Council members spent a large portion of the retreat discussing two interlinked priorities: improving the city's reputation and communications, and identifying ways to sustain the city's budget amid inflation and program requests.
On communications, staff reported the city reaches roughly 100,000200,000 unique individuals monthly through social media and about 35,00040,000 monthly website visits. Staff and council discussed hiring or designating a social-media specialist to push resident-focused content, using influencer outreach selectively, and creating regular, smaller stories to change public perception. Staff cited a recent outreach success with a FOX13 reporter who visited the city and arranged follow-up stories.
On budget sustainability, Councilmember Lars (first referenced during the retreat) urged a "sustainable budget" approach, including periodic small property-tax increases tied to inflation rather than large, infrequent hikes. Council members debated indexing to CPI or setting an annual modest percentage (examples discussed included 12% annually) and the messaging required to explain increases to residents. Staff reported program-month requests totaling roughly $44,000,000 and noted that bond maturity schedules and existing debt structures (including some bonds with coupons over 67%) influence the city's capacity for new spending.
Council discussed trade-offs: relying on one-time asset sales to fund operations creates short-term relief but not recurring revenue, whereas incremental property-tax adjustments would provide predictable revenue but require careful public messaging. Staff noted a potential bond-rating benefit if the council adopted an explicit revenue policy for small annual increases.
Council did not adopt a revenue-resolution at the retreat; members asked staff to prepare options and messaging for future deliberation as the budget process continues.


PROBLEM DETAILS.
Give back exactly the lines of the data below, starting with the line that has "What do you see at coordinates (211, 281)" and going on through the line that has "This screenshot has width=1372, height=651.".

INPUT FOR THIS TASK.
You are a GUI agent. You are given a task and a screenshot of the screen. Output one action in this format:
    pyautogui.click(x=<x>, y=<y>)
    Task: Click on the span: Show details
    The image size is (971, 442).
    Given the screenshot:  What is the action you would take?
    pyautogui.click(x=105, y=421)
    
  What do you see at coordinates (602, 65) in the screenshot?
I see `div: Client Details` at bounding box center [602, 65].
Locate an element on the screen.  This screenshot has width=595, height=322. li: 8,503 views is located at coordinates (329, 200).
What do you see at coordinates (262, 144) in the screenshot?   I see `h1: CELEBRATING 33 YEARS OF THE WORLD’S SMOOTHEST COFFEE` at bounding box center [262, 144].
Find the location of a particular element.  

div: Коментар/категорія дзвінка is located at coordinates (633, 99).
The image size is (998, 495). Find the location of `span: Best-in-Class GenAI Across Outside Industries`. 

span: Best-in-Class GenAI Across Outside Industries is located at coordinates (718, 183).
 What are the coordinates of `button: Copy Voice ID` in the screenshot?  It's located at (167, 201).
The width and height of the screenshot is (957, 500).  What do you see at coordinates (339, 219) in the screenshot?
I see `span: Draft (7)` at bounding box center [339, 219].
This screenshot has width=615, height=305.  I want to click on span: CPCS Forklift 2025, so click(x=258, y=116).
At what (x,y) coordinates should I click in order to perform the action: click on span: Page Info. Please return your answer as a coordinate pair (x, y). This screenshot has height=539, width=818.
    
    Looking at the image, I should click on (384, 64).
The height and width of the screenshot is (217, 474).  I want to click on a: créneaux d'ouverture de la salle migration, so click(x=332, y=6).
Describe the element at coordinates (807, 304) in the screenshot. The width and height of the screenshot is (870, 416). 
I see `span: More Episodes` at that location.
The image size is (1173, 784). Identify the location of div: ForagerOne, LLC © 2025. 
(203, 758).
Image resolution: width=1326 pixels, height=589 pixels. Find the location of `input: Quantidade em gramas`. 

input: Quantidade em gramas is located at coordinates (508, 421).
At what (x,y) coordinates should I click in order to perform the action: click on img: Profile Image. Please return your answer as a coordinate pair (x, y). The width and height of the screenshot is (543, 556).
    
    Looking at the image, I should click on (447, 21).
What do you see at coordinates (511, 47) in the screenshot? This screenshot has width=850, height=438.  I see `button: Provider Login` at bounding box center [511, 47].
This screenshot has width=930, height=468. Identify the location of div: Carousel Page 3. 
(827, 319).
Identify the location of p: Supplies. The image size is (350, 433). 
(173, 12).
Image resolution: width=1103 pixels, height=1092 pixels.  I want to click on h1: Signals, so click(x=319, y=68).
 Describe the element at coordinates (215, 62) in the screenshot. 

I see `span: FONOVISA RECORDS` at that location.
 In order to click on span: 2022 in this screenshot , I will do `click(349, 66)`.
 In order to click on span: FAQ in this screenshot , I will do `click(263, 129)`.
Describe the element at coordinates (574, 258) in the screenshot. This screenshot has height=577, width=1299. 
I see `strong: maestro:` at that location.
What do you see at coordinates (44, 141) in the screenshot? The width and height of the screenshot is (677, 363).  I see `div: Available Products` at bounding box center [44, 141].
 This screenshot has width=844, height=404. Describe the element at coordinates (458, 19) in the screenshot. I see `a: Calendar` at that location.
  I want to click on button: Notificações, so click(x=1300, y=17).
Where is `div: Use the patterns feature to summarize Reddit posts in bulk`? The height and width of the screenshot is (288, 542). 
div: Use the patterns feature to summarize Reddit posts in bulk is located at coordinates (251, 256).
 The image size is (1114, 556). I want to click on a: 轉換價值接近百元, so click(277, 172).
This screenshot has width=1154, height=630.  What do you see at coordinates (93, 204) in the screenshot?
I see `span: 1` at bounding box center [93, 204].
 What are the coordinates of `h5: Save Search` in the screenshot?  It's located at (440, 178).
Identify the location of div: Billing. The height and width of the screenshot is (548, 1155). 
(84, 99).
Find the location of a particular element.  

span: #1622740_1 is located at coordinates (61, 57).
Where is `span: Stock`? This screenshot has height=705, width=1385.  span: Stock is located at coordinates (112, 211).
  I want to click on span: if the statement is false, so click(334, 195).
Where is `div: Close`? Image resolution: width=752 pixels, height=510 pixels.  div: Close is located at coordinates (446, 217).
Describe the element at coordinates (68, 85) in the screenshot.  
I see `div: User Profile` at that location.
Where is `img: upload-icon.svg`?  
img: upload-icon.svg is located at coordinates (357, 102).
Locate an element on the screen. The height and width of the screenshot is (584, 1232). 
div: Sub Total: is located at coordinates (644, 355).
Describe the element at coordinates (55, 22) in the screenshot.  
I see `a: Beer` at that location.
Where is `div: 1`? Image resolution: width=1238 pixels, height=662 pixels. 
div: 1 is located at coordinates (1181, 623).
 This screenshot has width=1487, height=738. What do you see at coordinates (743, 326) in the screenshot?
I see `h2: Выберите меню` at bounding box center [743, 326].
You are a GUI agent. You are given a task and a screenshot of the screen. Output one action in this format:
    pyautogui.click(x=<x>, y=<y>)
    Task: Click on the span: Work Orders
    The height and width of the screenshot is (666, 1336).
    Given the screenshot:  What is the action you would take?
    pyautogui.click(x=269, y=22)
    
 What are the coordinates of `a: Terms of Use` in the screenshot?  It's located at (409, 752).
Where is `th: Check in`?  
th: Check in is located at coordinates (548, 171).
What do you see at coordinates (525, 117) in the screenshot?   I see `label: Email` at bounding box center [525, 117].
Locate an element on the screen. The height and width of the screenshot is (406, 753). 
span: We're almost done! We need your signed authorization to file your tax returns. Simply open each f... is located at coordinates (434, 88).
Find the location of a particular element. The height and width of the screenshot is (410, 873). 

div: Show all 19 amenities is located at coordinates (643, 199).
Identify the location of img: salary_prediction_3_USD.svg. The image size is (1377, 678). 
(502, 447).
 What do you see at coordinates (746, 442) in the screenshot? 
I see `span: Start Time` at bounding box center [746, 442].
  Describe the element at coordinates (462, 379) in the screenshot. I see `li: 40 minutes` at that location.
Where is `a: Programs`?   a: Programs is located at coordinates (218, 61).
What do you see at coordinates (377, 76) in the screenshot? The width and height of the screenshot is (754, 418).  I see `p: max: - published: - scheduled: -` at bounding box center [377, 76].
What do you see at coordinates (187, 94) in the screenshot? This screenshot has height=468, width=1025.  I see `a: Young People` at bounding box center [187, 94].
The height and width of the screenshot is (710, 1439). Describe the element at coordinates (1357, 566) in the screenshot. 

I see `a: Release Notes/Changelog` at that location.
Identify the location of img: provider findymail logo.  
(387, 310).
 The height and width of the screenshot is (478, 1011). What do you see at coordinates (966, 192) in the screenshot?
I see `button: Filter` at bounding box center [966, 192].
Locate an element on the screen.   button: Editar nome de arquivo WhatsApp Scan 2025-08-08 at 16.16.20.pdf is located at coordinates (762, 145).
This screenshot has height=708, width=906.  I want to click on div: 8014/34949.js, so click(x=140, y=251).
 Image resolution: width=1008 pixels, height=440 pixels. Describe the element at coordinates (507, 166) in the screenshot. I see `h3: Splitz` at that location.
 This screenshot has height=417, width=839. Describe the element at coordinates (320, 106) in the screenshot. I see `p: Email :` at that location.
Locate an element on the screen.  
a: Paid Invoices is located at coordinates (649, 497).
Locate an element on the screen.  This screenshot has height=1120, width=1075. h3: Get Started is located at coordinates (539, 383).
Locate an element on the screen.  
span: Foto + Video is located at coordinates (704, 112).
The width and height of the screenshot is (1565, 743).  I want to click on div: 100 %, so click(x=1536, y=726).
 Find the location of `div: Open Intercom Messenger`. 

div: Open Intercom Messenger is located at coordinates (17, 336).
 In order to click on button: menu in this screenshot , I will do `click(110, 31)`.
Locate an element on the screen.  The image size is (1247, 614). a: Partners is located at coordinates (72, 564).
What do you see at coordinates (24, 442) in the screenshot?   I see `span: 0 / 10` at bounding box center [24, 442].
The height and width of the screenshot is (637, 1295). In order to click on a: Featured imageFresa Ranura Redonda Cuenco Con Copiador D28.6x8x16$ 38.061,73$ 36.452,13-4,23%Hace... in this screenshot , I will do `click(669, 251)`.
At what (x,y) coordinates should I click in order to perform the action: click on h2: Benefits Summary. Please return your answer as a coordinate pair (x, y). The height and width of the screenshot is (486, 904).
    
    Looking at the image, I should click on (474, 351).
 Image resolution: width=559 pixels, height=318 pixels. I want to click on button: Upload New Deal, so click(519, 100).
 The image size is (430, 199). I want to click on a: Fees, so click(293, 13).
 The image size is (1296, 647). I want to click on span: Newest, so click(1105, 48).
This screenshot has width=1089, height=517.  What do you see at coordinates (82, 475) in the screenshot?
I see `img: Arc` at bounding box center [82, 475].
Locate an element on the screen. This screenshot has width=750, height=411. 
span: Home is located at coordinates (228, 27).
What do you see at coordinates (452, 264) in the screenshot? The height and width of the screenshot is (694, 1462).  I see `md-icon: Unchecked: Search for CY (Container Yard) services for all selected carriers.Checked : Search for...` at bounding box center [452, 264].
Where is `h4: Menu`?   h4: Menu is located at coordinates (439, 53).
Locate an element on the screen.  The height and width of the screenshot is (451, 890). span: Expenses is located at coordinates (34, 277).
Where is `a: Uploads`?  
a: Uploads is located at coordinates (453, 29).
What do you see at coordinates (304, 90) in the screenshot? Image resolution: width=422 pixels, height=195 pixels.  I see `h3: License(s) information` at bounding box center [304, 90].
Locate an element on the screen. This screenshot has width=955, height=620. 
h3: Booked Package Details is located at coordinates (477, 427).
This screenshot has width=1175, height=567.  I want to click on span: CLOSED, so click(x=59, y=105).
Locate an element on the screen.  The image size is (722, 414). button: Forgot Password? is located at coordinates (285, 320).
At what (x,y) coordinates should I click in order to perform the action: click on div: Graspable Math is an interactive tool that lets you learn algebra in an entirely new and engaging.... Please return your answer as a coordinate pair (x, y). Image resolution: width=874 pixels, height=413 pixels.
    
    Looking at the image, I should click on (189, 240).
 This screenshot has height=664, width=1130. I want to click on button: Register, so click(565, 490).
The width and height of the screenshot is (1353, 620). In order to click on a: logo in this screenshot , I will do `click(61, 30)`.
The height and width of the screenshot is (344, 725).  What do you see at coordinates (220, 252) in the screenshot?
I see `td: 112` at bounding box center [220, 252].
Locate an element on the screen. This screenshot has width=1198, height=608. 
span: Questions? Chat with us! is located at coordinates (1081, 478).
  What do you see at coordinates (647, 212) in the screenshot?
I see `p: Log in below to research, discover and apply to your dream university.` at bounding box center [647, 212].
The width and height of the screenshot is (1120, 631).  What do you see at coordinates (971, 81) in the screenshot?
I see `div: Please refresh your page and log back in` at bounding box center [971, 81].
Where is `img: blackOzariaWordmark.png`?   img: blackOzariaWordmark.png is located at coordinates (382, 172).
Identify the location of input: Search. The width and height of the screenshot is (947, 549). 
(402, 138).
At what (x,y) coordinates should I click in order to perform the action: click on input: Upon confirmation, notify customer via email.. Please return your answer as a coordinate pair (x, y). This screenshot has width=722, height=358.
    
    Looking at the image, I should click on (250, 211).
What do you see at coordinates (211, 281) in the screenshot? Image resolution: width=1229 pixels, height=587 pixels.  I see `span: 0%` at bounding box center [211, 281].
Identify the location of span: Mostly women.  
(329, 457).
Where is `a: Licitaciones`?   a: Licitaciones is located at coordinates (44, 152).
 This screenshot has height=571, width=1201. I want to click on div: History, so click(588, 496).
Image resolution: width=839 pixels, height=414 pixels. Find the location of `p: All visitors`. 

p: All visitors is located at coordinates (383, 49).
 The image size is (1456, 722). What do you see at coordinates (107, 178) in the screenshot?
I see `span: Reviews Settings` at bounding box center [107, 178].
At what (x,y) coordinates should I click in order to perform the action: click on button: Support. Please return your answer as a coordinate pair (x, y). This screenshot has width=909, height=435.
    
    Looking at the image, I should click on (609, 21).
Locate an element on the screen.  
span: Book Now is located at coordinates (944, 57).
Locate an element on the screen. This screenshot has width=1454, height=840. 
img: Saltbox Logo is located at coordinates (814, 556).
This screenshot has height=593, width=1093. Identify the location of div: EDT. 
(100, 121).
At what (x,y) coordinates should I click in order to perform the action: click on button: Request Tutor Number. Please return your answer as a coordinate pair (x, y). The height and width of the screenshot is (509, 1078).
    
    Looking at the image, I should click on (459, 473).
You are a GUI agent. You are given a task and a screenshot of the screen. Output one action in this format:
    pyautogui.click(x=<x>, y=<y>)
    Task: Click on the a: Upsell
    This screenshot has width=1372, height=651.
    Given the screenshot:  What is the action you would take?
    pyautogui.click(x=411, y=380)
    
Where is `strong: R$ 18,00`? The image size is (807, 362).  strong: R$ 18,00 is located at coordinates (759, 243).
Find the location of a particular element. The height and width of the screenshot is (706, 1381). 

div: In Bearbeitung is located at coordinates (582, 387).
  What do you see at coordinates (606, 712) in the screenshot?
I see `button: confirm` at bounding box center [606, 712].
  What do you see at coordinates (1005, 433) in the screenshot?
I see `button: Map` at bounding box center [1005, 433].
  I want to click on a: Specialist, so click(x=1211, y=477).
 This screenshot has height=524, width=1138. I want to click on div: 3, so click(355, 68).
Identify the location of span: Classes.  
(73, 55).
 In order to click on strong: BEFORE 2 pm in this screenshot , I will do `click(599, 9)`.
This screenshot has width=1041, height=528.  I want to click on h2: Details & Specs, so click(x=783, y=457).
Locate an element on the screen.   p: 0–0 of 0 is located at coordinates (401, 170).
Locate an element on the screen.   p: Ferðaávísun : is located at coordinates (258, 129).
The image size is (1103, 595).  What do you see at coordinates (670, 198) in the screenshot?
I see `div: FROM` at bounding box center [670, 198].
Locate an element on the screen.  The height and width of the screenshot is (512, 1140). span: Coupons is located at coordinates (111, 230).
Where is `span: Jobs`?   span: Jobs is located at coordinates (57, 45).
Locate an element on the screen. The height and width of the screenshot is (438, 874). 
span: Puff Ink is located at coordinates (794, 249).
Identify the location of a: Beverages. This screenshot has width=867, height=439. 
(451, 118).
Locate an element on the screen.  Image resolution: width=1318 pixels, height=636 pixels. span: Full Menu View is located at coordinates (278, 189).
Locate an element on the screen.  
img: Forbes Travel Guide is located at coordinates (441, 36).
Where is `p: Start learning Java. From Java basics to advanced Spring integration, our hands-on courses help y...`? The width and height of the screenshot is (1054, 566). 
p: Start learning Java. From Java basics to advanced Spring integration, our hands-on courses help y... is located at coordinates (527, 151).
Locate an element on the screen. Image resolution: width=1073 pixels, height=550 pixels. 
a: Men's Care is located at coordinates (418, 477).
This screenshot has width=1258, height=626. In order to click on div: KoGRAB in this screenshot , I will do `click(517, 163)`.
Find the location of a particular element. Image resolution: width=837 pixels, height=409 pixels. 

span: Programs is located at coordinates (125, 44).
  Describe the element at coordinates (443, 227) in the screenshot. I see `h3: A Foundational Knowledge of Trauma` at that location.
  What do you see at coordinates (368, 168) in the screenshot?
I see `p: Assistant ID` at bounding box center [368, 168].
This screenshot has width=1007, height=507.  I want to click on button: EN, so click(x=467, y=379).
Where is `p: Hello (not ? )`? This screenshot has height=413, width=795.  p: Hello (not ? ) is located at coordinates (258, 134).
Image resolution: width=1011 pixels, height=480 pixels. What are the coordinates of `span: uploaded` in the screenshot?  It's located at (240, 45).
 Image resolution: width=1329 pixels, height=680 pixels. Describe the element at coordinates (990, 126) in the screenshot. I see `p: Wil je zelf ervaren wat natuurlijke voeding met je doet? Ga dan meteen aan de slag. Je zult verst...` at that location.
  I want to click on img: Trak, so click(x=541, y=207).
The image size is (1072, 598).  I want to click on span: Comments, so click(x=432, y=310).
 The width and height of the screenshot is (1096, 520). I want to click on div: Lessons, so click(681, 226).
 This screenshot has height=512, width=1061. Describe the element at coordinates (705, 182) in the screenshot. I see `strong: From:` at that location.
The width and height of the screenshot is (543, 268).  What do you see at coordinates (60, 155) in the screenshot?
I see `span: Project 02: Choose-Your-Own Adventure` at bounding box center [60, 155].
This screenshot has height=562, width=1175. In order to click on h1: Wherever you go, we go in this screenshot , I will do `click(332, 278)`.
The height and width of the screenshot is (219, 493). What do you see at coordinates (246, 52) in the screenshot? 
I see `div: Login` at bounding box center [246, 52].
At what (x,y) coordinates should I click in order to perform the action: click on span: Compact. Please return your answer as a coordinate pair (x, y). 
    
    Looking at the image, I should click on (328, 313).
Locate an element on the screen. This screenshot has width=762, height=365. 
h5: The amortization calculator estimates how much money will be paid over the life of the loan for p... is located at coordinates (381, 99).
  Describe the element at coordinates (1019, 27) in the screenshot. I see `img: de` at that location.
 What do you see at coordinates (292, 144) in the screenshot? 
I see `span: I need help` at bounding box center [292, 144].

REPLY TO THE TASK.
What do you see at coordinates (211, 281) in the screenshot? Image resolution: width=1229 pixels, height=587 pixels.  I see `span: 0%` at bounding box center [211, 281].
Identify the location of span: Mostly women.  
(329, 457).
Where is `a: Licitaciones`?   a: Licitaciones is located at coordinates (44, 152).
 This screenshot has height=571, width=1201. I want to click on div: History, so click(588, 496).
Image resolution: width=839 pixels, height=414 pixels. Find the location of `p: All visitors`. 

p: All visitors is located at coordinates (383, 49).
 The image size is (1456, 722). What do you see at coordinates (107, 178) in the screenshot?
I see `span: Reviews Settings` at bounding box center [107, 178].
At what (x,y) coordinates should I click in order to perform the action: click on button: Support. Please return your answer as a coordinate pair (x, y). This screenshot has width=909, height=435.
    
    Looking at the image, I should click on (609, 21).
Locate an element on the screen.  
span: Book Now is located at coordinates (944, 57).
Locate an element on the screen. This screenshot has width=1454, height=840. 
img: Saltbox Logo is located at coordinates (814, 556).
This screenshot has height=593, width=1093. Identify the location of div: EDT. 
(100, 121).
At what (x,y) coordinates should I click in order to perform the action: click on button: Request Tutor Number. Please return your answer as a coordinate pair (x, y). The height and width of the screenshot is (509, 1078).
    
    Looking at the image, I should click on (459, 473).
You are a GUI agent. You are given a task and a screenshot of the screen. Output one action in this format:
    pyautogui.click(x=<x>, y=<y>)
    Task: Click on the a: Upsell
    This screenshot has width=1372, height=651.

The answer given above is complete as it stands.